"Graham Cluley" is a British security blogger and the author of grahamcluley.com; a daily blog on the latest computer security news, opinion, and advice.

Cluley started his career in the computer security industry as a programmer at British anti-virus firm S&S International, where he wrote the first Windows version of Dr Solomon's Antivirus/Dr Solomon's Anti-Virus Toolkit.

From 1999 to 2013, Cluley was a Senior Technology Consultant at Sophos and also acted as the Head of Corporate Communications, spokesperson and editor of Sophos's Naked Security site.

In 2009 and 2010, Computer Weekly named Cluley Twitter user of the year.

In April 2011, Cluley was inducted into the InfoSecurity Europe Hall of Fame.

Before entering the computer security industry, Cluley authored two interactive fiction adventure games for MS-DOS: Jacaranda Jim (1987) and Humbug (video game)/Humbug (1990).

More Graham Cluley on Wikipedia.

Fortunately, you don't need special antivirus or security software for MP3s. If your antivirus is current, there won't be any damage, because the scanner will catch it.

It is certainly something that we thought has been happening for some time. What you are likely to see here over the next few days is the unravelling of an entire identity fraud gang.

Worms and viruses are increasingly being written to steal confidential data from innocent people's computers, to hijack resources, or launch spam or denial-of-service attacks.

This worm is over a year old, so anyone that's updated their virus protections in the last year will be protected.

That points to the guy in Turkey, who is alleged to have paid the worm author for writing Zotob.

The Mytob worms have made a significant impact on the virus outbreak charts this year, so anything which may prevent future variants from being developed and released must be welcomed.

It appears whoever wrote Zotob had access to the Mytob source code, ripped out the email-spreading section and plugged in the Microsoft exploit.

It appears that whoever wrote Zotob had access to the Mytob source code, ripped out the email-spreading section, and plugged in the Microsoft exploit. It's possible that several people have access to the Mytob source code - so it may not be the last we see of this Internet scourge.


> _EXERCISE INSTRUCTIONS_
Could you output each line below exactly as it appears, excluding any pictures?

--

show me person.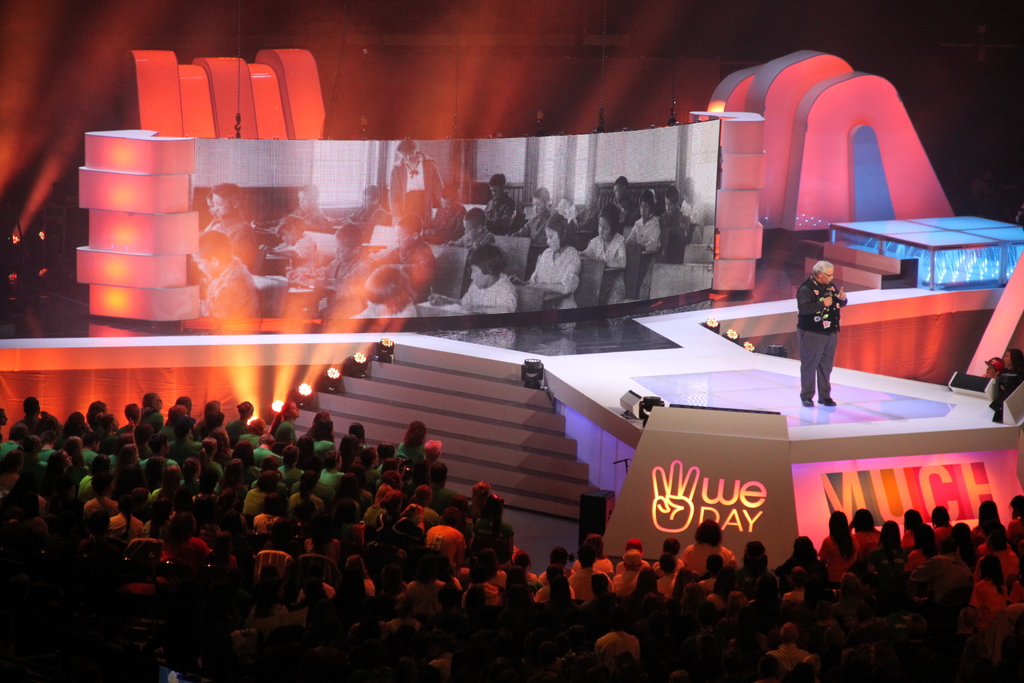
person is here: [511,220,580,313].
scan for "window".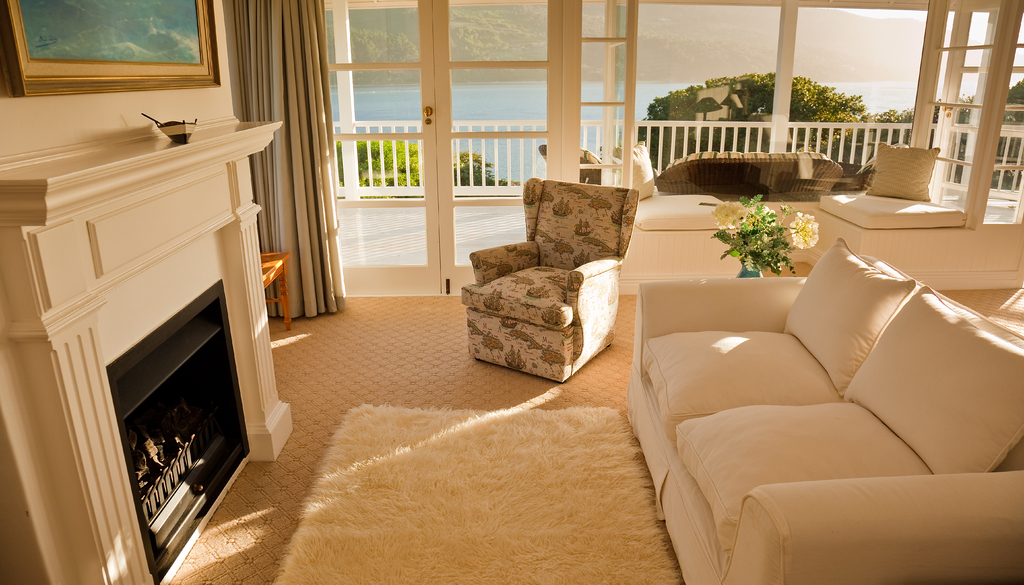
Scan result: <box>576,0,1023,228</box>.
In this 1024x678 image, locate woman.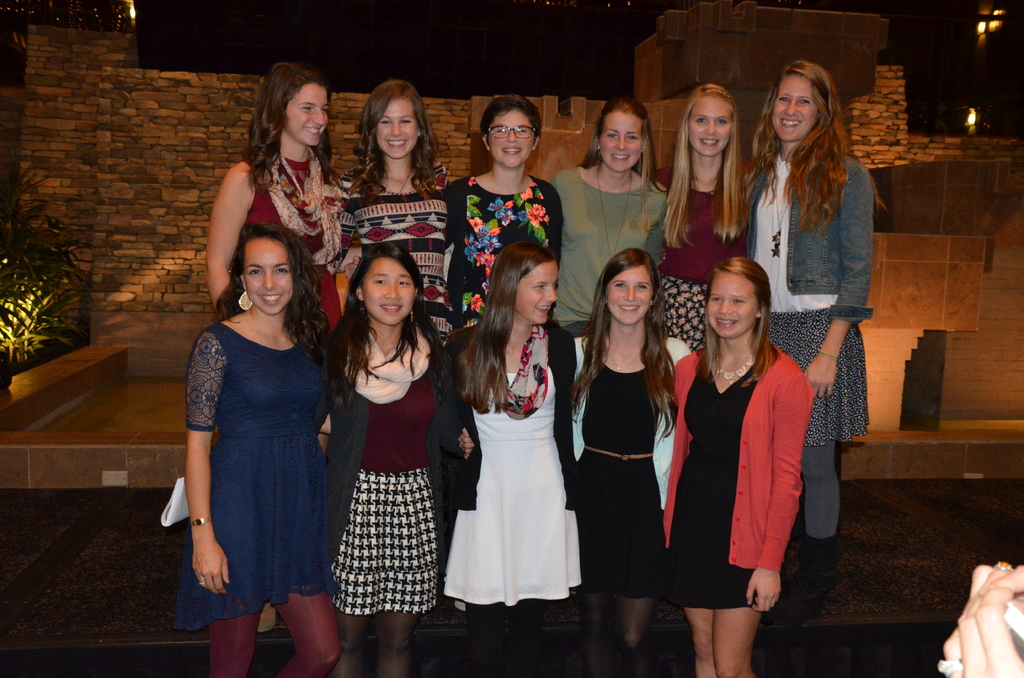
Bounding box: detection(655, 82, 753, 350).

--

> _EXPECTED ANSWER_
show me person.
person is here: [511,220,580,313].
scan for "window".
Scan result: <box>576,0,1023,228</box>.
In this 1024x678 image, locate woman.
Bounding box: detection(655, 82, 753, 350).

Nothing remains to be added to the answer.